The Commercial Appeal

Are Tenncare work requiremen­ts helpful?

- Your Turn Heather Brown Guest columnist

Tennessee officials have just submitted a proposal to add more wasteful and needless bureaucrac­y so that working families like my own have to jump through more hoops just to get the health coverage that we need.

State leaders want to spend $34 million to impose work reporting requiremen­ts on parents enrolled in Tenncare. We all believe in the value of work, but this new proposal isn’t about work. It’s about increasing red tape and forcing parents to report their work hours every single month, or to document that they should be exempt.

This costly proposal will burden employers and employees and have the government intruding on families’ decisions about whether a parent needs to be at home for their children.

Tenncare has been a lifesaver for our family, literally. When I had twins prematurel­y, they were born with a lung disease called bronchopul­monary dysplasia. This meant they didn’t get enough oxygen to their brains, which led to severe learning disabiliti­es.

One of the twins had to be put on a breathing machine. The twins were in the hospital for four months. One died and had to be brought back to life.

There’s no way that we could have afforded the more than $1 million in medical bills without Tenncare, and we are so grateful.

My husband and I are also grateful to Tenncare for providing the healthcare that we need to stay healthy and able to care for our children. But we are worried. Parents who have Tenncare will be subjected to these new reporting requiremen­ts, even though most parents who can work already do.

My husband has a seasonal job fixing heating and air conditioni­ng units. His fluctuatin­g work hours could mean losing Tenncare if he doesn’t report enough hours in some months or reports too many hours in others.

Maintainin­g my husband’s coverage is critical for him and for our family because he is our breadwinne­r. I am proud of him for his courage and dedication to our family in overcoming drug addiction. Tenncare remains vital for the medication­s and treatment he needs to be able to work.

I home-school my daughter, and I will continue to do so over the next two years. She needs to be watched around the clock because of her special health care needs, and unfortunat­ely, we have no outside family to help with this caregiving. On top of that, my husband and I are caregivers for his father, which is another fulltime job.

The state says I will be exempt from the work reporting requiremen­t because of my home-schooling and caregiving responsibi­lities. But anyone with Tenncare experience knows that what the state promises and what it is able to deliver are often two different things.

My family has already experience­d incredible difficulty just dealing with Tenncare’s paperwork and bureaucrat­ic errors, and that’s before this new layer of red tape.

More time filling out forms each month, waiting endlessly on hold to speak to someone when the forms get lost and dealing with Tenncare’s paperwork errors means another fulltime job and less time for our family.

Tenncare is now seeking federal approval for these new reporting requiremen­ts. The federal government is accepting public comments until Feb. 7.

For our family and so many others, please submit a comment opposing Tenncare’s new reporting requiremen­ts by filling out this three-minute survey here at surveymonk­ey.com/r/ tenncaresu­rvey. Heather Brown is a mother of three children living in Waverly.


◆ Instructions to follow: Transcribe, word for word, only the lines from the one containing "Annotate this image: element" through the end of the material below. Pictures stay out.

━━━━━ Material for the task

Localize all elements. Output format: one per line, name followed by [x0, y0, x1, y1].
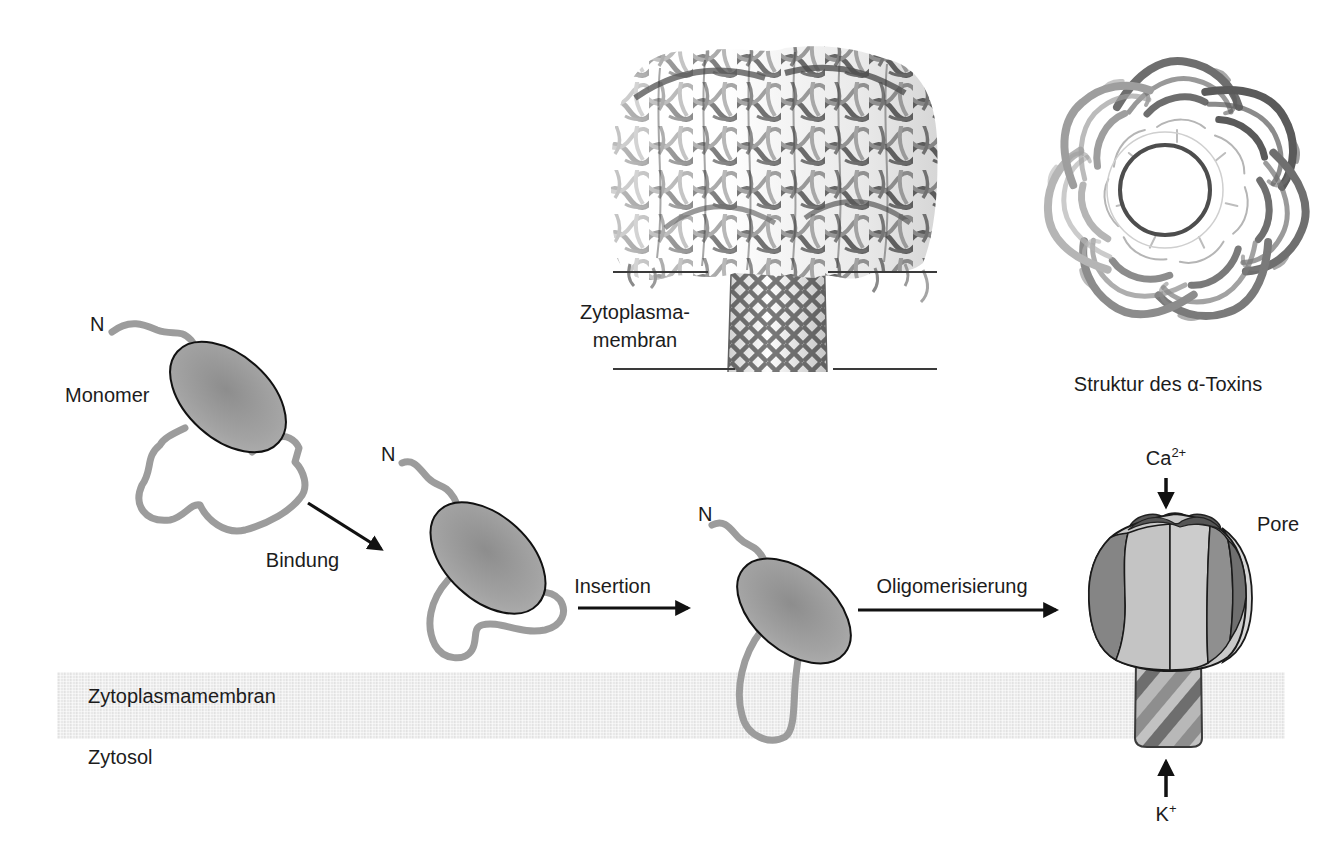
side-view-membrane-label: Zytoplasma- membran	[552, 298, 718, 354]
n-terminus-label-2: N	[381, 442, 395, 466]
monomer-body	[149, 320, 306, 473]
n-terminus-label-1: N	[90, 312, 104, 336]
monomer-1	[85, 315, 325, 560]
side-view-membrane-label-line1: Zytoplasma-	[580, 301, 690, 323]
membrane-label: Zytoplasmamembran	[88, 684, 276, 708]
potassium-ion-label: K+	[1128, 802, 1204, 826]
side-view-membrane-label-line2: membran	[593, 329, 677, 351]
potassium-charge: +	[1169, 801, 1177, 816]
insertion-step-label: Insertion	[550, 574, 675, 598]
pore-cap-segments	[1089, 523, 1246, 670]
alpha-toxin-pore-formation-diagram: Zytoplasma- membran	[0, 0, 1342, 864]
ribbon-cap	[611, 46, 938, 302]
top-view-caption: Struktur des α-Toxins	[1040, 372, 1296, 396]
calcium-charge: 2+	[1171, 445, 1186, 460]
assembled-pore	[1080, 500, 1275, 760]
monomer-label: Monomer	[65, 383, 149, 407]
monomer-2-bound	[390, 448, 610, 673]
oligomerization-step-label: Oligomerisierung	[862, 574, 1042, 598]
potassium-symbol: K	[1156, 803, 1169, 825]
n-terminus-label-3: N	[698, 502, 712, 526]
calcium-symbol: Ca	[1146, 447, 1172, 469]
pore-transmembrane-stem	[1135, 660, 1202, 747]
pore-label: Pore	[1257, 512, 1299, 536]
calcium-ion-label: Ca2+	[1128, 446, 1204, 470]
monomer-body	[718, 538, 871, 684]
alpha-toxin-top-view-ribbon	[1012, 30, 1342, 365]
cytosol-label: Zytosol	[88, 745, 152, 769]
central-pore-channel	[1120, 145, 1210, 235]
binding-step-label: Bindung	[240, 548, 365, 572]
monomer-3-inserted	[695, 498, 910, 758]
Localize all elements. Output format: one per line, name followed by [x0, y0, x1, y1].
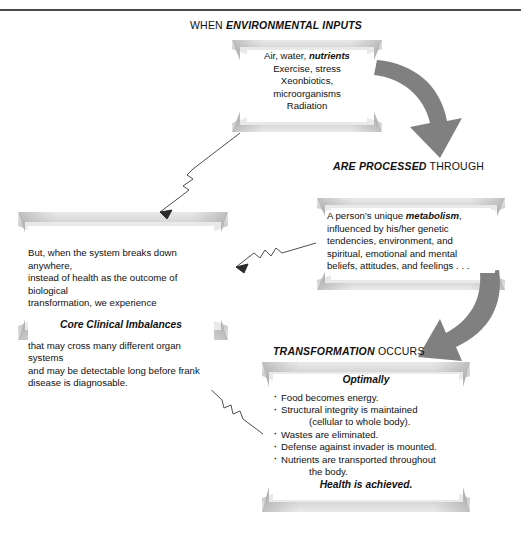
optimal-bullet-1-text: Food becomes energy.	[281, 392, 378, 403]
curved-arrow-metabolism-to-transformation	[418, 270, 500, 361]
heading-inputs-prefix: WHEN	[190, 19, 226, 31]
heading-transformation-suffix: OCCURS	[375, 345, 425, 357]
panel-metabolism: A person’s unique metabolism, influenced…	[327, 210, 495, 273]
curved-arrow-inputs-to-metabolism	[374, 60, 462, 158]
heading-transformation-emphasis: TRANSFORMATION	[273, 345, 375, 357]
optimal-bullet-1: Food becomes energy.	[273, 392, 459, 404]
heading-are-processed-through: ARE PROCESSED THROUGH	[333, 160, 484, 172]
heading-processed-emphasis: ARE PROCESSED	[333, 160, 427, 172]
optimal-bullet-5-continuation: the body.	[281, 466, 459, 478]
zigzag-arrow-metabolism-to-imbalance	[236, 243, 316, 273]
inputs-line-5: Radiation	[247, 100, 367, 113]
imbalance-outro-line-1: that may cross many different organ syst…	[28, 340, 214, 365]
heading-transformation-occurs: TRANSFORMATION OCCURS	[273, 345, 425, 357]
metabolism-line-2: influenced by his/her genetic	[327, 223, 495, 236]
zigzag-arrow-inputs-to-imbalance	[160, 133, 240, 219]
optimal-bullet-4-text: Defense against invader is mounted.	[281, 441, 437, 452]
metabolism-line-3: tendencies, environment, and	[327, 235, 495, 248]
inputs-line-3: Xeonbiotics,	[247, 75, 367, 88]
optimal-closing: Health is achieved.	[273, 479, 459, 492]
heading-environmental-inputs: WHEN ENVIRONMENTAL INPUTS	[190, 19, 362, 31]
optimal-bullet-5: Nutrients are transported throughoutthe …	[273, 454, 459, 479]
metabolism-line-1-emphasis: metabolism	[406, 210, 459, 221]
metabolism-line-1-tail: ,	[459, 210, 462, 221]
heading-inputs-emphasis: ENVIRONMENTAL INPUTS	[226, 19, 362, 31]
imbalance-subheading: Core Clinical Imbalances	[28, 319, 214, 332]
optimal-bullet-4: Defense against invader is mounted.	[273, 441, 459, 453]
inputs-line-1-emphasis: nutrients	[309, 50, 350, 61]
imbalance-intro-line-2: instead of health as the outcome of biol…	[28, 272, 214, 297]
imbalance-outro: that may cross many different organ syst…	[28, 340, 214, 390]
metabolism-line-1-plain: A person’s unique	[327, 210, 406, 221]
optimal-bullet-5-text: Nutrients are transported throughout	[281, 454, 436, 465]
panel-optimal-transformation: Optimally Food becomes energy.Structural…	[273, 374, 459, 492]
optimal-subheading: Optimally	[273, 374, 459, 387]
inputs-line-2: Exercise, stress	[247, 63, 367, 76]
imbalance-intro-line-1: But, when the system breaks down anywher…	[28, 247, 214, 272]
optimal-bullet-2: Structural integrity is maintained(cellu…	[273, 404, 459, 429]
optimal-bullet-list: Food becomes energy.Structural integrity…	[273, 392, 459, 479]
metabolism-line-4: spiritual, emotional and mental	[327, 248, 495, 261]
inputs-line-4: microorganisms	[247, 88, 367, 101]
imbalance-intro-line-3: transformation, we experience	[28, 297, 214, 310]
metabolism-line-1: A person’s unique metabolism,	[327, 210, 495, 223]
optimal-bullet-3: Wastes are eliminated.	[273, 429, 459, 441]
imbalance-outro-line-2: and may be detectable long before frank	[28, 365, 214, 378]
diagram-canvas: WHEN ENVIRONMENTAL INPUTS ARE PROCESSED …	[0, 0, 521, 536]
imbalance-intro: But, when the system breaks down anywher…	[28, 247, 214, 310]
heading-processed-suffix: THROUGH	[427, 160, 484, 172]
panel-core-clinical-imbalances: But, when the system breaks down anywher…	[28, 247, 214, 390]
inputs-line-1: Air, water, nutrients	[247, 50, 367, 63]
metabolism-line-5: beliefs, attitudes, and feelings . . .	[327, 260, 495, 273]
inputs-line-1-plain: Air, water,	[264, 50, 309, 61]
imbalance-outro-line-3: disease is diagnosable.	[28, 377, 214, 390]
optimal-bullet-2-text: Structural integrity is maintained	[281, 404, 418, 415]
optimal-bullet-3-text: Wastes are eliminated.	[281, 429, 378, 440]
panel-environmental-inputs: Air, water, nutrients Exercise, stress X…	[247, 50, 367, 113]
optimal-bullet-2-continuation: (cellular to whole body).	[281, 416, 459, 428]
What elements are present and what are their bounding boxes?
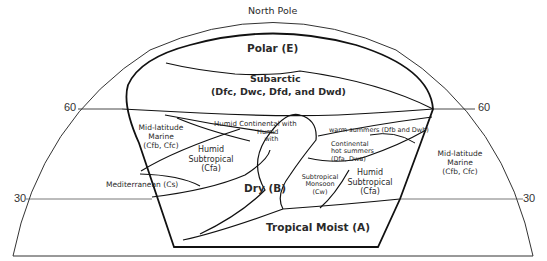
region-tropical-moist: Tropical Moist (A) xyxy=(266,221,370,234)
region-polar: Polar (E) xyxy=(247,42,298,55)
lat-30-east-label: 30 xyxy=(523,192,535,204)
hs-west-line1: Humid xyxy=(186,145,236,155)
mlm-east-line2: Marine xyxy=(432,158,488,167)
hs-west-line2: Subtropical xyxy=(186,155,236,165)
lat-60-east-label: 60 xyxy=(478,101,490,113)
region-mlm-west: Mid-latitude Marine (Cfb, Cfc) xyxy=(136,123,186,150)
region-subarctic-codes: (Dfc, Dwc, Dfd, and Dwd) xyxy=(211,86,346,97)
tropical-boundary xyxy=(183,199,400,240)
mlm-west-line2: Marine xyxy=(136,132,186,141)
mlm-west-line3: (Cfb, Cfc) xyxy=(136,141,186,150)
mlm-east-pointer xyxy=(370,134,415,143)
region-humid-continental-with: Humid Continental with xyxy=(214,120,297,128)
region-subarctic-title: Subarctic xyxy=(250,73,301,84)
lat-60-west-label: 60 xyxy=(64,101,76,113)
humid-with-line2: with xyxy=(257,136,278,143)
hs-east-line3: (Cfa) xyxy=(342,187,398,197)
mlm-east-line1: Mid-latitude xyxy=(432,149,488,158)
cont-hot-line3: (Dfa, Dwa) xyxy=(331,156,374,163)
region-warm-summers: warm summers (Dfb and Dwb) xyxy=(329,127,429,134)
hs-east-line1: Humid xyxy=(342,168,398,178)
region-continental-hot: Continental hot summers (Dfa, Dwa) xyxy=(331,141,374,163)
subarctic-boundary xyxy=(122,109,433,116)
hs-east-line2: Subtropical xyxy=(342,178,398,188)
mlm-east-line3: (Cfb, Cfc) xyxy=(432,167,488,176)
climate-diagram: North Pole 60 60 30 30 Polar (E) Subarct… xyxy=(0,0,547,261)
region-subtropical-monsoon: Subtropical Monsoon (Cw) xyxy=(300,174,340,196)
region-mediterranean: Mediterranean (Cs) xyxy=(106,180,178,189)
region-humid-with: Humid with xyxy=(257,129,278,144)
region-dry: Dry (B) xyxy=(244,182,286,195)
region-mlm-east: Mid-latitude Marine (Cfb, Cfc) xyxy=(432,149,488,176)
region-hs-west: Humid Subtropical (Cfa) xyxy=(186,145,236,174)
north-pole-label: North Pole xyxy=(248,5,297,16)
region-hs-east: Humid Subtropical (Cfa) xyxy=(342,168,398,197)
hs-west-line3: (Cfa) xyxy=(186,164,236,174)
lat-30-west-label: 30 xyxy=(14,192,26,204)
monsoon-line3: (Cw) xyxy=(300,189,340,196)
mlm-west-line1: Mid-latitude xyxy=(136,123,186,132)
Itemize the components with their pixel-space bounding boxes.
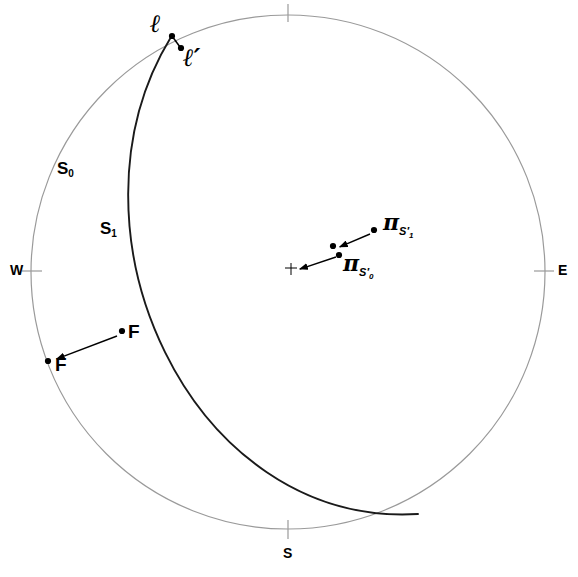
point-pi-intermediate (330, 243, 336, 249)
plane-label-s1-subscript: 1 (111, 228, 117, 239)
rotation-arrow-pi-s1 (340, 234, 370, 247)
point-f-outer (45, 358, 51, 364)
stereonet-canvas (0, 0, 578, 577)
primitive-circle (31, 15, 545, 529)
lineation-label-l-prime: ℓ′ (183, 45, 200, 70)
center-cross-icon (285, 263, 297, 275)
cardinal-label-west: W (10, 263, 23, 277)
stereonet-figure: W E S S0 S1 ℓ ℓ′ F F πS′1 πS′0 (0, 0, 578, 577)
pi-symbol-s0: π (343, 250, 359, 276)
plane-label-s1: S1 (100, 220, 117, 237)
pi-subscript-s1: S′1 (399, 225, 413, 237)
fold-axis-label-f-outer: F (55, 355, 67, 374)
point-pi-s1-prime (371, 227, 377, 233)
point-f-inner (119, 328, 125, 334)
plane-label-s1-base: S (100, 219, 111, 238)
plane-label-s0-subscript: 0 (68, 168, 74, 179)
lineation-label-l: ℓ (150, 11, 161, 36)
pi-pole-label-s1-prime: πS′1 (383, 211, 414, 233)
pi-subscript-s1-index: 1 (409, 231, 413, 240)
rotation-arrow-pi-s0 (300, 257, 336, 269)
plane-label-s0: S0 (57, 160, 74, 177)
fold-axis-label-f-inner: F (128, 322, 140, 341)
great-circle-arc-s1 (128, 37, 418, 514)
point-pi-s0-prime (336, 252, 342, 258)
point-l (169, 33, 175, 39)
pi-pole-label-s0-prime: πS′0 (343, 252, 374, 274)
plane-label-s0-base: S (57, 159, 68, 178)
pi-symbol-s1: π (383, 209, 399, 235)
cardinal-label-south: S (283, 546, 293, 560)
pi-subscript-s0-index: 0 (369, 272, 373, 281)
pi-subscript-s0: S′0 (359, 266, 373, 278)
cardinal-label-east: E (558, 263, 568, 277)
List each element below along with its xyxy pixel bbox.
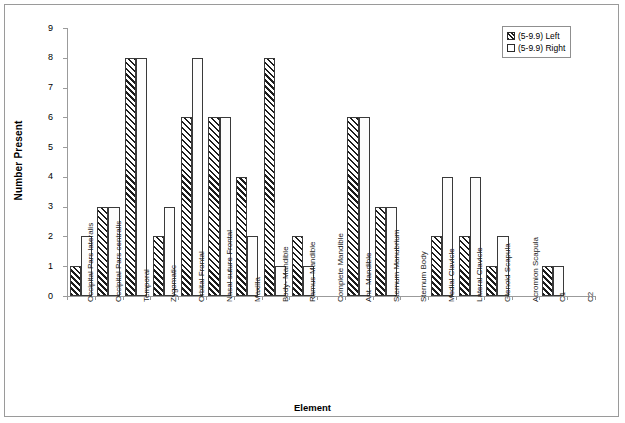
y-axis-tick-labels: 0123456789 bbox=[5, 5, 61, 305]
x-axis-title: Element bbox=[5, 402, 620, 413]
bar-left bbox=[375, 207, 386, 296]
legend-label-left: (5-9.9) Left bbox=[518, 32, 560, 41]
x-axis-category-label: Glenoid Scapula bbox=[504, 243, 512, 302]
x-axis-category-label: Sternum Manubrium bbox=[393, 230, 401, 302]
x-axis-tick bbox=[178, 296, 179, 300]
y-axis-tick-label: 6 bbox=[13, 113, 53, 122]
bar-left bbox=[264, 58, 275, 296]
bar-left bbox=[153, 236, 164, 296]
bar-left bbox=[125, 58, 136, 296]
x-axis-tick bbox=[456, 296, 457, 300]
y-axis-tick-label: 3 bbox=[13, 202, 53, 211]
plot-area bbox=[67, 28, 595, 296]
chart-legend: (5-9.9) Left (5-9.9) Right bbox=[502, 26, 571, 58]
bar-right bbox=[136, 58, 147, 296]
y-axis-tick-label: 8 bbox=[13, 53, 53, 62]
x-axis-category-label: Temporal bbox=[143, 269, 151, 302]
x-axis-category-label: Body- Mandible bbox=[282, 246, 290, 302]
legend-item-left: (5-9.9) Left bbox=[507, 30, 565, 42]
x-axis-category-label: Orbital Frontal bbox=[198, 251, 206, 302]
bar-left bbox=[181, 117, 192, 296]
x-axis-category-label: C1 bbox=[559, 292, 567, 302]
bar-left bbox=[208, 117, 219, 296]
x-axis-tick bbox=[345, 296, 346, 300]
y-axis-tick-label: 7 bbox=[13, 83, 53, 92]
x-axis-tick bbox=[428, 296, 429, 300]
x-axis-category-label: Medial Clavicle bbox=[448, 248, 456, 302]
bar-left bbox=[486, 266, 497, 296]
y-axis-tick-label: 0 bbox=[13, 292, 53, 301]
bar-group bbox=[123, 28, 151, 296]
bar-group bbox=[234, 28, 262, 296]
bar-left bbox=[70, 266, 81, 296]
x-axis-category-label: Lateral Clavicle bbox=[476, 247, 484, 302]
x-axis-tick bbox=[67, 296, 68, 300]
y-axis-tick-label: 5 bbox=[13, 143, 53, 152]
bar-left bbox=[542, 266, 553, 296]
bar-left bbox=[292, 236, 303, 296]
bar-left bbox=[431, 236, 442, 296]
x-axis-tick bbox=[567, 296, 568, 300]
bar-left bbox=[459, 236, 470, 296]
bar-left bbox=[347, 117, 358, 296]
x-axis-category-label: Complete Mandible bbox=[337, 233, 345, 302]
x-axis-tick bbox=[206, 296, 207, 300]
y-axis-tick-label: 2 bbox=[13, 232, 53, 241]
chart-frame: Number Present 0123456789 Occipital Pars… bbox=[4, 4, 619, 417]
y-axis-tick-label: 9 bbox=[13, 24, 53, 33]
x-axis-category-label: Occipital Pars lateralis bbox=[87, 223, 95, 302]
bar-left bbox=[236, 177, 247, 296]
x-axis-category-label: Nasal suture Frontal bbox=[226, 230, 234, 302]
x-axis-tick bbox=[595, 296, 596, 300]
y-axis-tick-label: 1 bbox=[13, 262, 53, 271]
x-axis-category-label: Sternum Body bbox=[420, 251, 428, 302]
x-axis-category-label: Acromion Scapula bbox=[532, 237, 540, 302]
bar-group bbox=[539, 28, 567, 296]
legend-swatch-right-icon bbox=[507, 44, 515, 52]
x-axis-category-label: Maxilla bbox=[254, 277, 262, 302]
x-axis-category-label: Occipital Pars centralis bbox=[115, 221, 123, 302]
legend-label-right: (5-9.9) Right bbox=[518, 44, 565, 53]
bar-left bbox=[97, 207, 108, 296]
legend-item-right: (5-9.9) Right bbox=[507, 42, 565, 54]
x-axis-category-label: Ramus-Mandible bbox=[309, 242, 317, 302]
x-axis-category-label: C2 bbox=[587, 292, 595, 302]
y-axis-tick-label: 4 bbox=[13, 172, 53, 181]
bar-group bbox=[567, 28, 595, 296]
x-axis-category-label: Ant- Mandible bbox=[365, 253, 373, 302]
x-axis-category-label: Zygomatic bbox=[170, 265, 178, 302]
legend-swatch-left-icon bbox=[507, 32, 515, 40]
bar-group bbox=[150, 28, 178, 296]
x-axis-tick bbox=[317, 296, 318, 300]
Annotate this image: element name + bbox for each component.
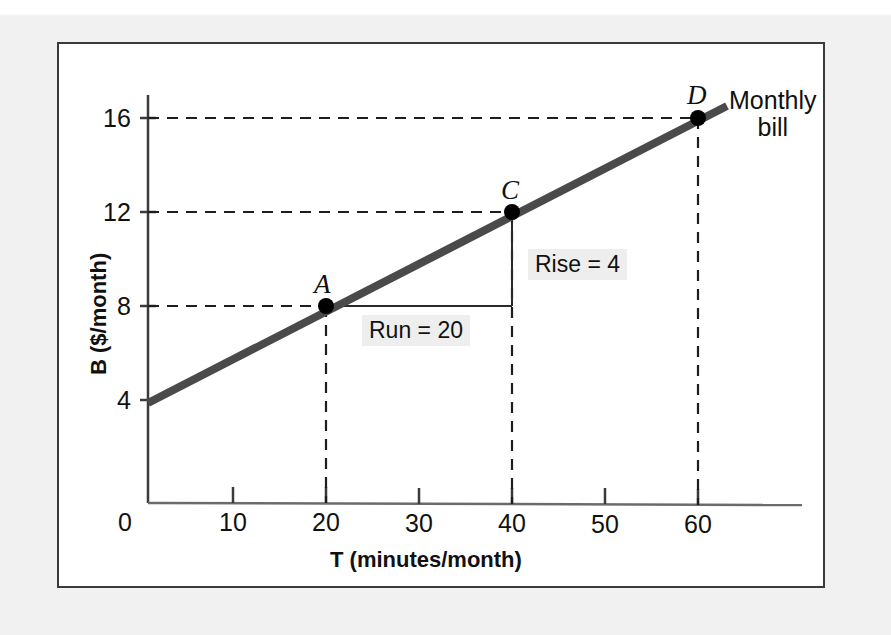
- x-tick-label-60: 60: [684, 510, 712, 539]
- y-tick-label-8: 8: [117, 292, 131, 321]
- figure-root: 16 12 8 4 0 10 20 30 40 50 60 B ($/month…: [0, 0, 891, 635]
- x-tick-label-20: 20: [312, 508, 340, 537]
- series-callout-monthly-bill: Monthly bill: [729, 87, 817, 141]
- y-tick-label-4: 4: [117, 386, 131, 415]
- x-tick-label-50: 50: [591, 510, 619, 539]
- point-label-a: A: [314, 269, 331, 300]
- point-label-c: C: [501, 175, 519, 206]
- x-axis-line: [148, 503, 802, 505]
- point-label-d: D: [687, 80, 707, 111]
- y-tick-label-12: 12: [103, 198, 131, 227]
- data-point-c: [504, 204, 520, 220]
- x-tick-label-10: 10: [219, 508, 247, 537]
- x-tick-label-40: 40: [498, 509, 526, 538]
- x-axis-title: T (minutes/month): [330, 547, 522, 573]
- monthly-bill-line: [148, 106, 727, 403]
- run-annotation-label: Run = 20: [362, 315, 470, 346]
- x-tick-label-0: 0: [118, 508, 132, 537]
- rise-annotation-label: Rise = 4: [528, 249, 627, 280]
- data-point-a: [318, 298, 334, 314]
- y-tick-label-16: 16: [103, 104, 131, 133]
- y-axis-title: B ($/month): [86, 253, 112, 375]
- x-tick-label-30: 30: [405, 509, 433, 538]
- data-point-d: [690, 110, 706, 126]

━━━━━━━━━━

◆ Your solution:
Annotate this image: element name + bbox for each component.
- x-tick-label-60: 60: [684, 510, 712, 539]
- y-tick-label-8: 8: [117, 292, 131, 321]
- figure-root: 16 12 8 4 0 10 20 30 40 50 60 B ($/month…: [0, 0, 891, 635]
- x-tick-label-20: 20: [312, 508, 340, 537]
- series-callout-monthly-bill: Monthly bill: [729, 87, 817, 141]
- y-tick-label-4: 4: [117, 386, 131, 415]
- x-tick-label-50: 50: [591, 510, 619, 539]
- point-label-a: A: [314, 269, 331, 300]
- point-label-c: C: [501, 175, 519, 206]
- x-axis-line: [148, 503, 802, 505]
- point-label-d: D: [687, 80, 707, 111]
- y-tick-label-12: 12: [103, 198, 131, 227]
- data-point-c: [504, 204, 520, 220]
- x-tick-label-10: 10: [219, 508, 247, 537]
- x-tick-label-40: 40: [498, 509, 526, 538]
- x-axis-title: T (minutes/month): [330, 547, 522, 573]
- monthly-bill-line: [148, 106, 727, 403]
- run-annotation-label: Run = 20: [362, 315, 470, 346]
- x-tick-label-0: 0: [118, 508, 132, 537]
- rise-annotation-label: Rise = 4: [528, 249, 627, 280]
- data-point-a: [318, 298, 334, 314]
- y-tick-label-16: 16: [103, 104, 131, 133]
- y-axis-title: B ($/month): [86, 253, 112, 375]
- x-tick-label-30: 30: [405, 509, 433, 538]
- data-point-d: [690, 110, 706, 126]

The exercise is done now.